• Vol. 04
  • Chapter 06
Image by

The Tread of Secret Kings

For a long time I groped in darkness. The iron-rock upon which I sat anchored me and would not let me leave. Neverthess it was a place of wonder, this rock, a place of multitudes. Naturally – of humiliation also. My first discovery however was a delight. Tapping with sickle fingers, delving about, I found that the sags and wattles of my old body – what I like to call my field, forest, and town body – had fallen away, leaving fine enamelled bone. My arms were double-sticked; likewise my lower legs. No longer was I to be troubled by mutinous bowels or wretched sexual organs. What difficulties they had caused...

Eating presented a twofold problem, having neither guts or digestive juices, nor any actual food. I was surprised, at first, that it was necessary at all. The periods of starvation were long and painful and certain images assailed me over and over. I was a man of great importance, a leader, a sorceror. Figures approached hourly to consult me, having travelled far and wide to hear my wisdom and seek my justice. Later, some informed me that I had committed a crime; others that I was the victim of crime. The details are unimportant: I had merely indulged my privileges to the full. Among my treasured possessions I counted certain individuals; their earthly bodies were mine to dispose of as I saw fit.

Hunger brought me to other shores. Here I approached the divinity, glimpsing him on distant mountains, in obscure vales, wading in rivers. With training and discipline I learned how to make the tantalising flashes last entire seconds. One inch above the divinity's head floats the great parabola of the infinite, which is the last of all numbers and no number at all. And from the parabola some few pieces of knowledge percolated down to me.

1

The Tread of Secret Kings

I conjured light, I conjured a rabbit; then another. I find these creatures both fortifying and entertaining – since my teeth are first-rate I enjoy the chewing as much as the struggle. Quite simply, they drop through the ribcage, to be ground into paste by my stomach-stones. After a time the remains are discharged through pelvic apertures onto the iron-anchoring rock upon which I have chosen to remain. The discharge is... not unpleasant.

My story is long in the living but short in the telling. On the day I felt the horns I foresaw myself swathed in cowslips and elderflowers. I do not know if this is the final form in which I shall return to fructify my kingdom; but return I shall. On that day I will drive away my accusers, and confine to this place my son Coujou and the snake-woman Beatrice who betrayed me. Until then I tread the tread of secret kings.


## PROBLEM REQUIREMENTS
Search the records for the word "ffffff" and copy each line in which it appears.

'''

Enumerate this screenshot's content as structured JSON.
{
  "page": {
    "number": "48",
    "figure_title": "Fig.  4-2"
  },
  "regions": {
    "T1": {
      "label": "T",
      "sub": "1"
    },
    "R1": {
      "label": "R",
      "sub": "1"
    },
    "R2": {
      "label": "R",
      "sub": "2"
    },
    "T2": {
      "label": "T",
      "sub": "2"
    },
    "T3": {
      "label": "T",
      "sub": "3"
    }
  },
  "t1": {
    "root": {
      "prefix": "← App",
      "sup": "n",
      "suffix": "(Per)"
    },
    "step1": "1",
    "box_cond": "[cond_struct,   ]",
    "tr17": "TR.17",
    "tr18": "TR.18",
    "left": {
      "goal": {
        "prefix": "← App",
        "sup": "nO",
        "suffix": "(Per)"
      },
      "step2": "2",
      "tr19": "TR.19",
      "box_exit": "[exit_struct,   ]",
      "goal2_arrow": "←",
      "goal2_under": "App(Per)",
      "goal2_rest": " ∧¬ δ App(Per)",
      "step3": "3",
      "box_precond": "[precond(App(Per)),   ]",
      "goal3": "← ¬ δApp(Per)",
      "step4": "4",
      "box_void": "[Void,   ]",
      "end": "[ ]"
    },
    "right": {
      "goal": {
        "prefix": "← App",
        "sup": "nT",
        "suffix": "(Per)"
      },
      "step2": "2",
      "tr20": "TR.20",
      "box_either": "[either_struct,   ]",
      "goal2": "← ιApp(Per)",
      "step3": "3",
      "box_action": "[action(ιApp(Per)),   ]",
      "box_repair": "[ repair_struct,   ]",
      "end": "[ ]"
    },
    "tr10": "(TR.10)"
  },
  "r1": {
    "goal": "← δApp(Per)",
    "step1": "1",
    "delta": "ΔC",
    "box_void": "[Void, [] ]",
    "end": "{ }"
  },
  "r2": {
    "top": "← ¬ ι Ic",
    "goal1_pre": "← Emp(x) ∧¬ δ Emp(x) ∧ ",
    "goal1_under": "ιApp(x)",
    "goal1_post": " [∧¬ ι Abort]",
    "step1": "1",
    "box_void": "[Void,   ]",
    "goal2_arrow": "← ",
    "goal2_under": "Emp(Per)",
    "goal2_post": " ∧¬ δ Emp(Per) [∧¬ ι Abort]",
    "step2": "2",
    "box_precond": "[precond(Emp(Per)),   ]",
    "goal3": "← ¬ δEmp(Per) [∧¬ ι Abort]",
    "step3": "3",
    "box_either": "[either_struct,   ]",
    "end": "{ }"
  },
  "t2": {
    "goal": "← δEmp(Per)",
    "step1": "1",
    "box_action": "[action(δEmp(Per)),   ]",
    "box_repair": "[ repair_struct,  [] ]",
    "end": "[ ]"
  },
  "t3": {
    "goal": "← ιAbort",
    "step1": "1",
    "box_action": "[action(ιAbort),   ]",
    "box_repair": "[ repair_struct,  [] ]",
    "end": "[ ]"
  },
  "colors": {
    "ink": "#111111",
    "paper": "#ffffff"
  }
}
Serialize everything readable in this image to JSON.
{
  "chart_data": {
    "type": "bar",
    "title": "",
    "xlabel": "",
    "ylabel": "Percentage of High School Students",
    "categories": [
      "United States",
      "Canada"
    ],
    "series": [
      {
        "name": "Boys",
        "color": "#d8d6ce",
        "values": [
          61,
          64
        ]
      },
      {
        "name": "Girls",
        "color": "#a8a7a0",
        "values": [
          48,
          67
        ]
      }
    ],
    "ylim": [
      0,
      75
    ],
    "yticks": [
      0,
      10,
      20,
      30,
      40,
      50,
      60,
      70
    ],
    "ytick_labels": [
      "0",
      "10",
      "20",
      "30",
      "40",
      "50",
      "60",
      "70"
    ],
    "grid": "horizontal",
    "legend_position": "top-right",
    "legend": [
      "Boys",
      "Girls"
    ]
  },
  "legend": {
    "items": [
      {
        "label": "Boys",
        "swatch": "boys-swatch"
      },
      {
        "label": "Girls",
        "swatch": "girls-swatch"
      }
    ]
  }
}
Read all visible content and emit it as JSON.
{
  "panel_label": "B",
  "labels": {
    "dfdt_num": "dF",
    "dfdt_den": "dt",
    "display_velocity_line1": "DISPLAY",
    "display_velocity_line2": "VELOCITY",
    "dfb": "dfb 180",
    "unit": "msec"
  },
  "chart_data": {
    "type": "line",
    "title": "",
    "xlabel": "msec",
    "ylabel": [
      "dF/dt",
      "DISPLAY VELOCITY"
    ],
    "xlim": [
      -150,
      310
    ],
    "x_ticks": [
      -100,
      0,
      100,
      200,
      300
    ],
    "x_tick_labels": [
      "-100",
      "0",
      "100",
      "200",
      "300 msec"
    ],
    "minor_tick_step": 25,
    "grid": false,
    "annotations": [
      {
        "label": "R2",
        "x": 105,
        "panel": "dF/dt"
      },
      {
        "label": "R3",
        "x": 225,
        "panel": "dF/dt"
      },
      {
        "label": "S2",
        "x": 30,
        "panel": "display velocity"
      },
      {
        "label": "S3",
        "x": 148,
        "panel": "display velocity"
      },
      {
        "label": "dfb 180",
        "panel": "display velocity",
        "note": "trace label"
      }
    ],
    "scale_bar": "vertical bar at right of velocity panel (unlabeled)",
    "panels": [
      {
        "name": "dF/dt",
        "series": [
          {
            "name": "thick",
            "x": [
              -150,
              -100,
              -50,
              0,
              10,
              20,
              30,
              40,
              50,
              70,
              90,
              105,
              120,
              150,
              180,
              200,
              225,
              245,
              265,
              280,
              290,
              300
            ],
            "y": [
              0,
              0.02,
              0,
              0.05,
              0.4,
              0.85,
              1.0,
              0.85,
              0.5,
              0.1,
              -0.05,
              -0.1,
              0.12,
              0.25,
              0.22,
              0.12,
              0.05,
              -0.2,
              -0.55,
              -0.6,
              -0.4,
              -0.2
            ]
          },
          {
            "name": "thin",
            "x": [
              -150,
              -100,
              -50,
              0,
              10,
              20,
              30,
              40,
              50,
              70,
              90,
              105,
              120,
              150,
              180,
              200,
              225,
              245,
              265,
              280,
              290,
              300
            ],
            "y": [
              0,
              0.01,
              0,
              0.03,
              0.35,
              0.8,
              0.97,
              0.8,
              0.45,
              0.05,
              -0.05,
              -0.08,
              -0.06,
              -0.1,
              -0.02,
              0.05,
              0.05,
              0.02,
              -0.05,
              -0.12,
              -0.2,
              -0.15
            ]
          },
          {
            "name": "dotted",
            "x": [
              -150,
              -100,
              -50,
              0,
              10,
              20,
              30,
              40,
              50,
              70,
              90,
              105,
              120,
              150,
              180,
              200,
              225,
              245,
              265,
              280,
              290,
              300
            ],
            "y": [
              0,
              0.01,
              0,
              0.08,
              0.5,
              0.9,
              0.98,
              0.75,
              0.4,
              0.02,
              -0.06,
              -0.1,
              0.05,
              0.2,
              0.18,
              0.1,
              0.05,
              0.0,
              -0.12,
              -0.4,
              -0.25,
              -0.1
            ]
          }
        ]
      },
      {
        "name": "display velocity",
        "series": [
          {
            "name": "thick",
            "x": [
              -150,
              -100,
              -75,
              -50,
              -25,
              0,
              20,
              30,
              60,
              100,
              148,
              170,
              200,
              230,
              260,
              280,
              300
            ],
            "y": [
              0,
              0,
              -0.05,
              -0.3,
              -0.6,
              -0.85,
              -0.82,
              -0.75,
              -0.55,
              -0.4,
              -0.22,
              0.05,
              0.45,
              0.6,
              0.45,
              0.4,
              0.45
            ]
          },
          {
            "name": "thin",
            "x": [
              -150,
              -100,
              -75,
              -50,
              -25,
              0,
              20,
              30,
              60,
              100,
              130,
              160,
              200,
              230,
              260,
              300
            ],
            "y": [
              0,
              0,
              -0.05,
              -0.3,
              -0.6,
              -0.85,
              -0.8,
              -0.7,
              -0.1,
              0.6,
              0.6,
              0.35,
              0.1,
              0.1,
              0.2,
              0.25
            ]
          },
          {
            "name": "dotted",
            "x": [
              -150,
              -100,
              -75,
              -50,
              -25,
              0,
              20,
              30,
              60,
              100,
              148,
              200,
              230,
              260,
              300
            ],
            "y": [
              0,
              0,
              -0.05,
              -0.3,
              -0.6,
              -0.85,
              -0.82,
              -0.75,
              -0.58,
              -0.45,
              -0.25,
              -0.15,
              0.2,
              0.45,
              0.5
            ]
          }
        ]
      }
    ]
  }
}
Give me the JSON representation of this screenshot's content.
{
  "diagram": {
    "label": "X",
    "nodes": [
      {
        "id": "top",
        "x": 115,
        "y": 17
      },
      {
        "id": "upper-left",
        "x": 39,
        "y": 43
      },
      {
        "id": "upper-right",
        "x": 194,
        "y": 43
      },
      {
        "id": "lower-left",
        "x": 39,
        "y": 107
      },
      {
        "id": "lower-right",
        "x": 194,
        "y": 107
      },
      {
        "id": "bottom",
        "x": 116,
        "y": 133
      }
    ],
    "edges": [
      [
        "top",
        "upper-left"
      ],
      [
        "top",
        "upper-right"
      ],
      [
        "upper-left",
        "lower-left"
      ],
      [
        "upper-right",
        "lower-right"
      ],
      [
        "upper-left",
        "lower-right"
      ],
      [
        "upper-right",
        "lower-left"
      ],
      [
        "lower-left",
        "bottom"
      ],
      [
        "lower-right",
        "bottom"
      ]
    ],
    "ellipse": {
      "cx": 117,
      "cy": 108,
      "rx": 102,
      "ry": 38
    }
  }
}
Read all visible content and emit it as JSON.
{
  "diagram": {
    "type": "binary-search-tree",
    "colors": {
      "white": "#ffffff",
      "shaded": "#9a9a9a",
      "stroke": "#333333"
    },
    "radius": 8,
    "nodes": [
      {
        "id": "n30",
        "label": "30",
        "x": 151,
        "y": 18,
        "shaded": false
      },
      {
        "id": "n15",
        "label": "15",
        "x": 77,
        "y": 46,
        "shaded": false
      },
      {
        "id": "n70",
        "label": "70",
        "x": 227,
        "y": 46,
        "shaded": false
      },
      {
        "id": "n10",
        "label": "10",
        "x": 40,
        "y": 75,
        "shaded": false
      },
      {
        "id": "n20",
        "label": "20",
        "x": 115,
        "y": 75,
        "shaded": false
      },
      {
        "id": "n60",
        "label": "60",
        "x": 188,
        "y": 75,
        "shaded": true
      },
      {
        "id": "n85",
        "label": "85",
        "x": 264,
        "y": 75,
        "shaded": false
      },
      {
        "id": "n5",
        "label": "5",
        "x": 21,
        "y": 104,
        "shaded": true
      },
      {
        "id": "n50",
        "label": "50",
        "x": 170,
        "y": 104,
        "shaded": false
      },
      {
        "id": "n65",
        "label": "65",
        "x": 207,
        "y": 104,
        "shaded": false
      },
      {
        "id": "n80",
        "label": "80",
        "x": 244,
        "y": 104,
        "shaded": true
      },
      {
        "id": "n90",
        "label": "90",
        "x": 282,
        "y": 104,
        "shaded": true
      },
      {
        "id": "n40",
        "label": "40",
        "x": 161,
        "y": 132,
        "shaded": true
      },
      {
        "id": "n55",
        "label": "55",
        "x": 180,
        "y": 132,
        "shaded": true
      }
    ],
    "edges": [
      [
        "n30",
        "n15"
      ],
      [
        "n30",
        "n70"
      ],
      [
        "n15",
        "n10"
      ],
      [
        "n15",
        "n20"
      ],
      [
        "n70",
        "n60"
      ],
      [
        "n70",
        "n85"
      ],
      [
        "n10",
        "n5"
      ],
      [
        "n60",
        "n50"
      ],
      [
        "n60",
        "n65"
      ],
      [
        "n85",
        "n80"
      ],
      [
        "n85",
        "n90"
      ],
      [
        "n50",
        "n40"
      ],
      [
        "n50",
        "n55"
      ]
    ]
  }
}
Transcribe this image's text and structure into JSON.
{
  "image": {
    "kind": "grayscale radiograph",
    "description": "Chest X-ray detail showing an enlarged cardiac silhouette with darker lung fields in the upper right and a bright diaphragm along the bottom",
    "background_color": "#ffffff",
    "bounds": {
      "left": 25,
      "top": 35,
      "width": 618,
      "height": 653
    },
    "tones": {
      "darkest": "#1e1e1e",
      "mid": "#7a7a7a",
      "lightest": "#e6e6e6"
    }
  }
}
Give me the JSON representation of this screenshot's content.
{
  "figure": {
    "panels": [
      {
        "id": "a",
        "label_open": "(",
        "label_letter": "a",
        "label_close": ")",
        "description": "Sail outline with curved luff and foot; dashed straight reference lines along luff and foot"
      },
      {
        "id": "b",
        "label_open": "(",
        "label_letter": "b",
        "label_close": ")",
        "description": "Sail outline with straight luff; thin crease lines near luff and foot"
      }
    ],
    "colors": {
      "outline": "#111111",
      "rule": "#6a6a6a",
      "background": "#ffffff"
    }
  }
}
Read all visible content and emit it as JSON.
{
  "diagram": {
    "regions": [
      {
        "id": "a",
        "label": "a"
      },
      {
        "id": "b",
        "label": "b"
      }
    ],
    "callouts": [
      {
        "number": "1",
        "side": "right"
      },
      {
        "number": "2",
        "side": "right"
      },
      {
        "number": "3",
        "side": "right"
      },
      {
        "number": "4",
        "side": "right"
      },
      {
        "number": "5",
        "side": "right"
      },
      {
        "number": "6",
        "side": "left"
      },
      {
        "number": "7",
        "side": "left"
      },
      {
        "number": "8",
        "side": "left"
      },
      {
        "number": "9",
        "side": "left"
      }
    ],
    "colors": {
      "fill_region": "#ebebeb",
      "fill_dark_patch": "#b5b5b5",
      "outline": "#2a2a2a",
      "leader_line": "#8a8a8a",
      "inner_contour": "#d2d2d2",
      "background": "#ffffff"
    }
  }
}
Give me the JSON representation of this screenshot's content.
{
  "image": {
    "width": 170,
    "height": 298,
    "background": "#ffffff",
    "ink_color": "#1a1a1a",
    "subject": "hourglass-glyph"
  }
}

'''

## RESULT
    "paper": "#ffffff"
      "white": "#ffffff",
    "background_color": "#ffffff",
      "background": "#ffffff"
      "background": "#ffffff"
    "background": "#ffffff",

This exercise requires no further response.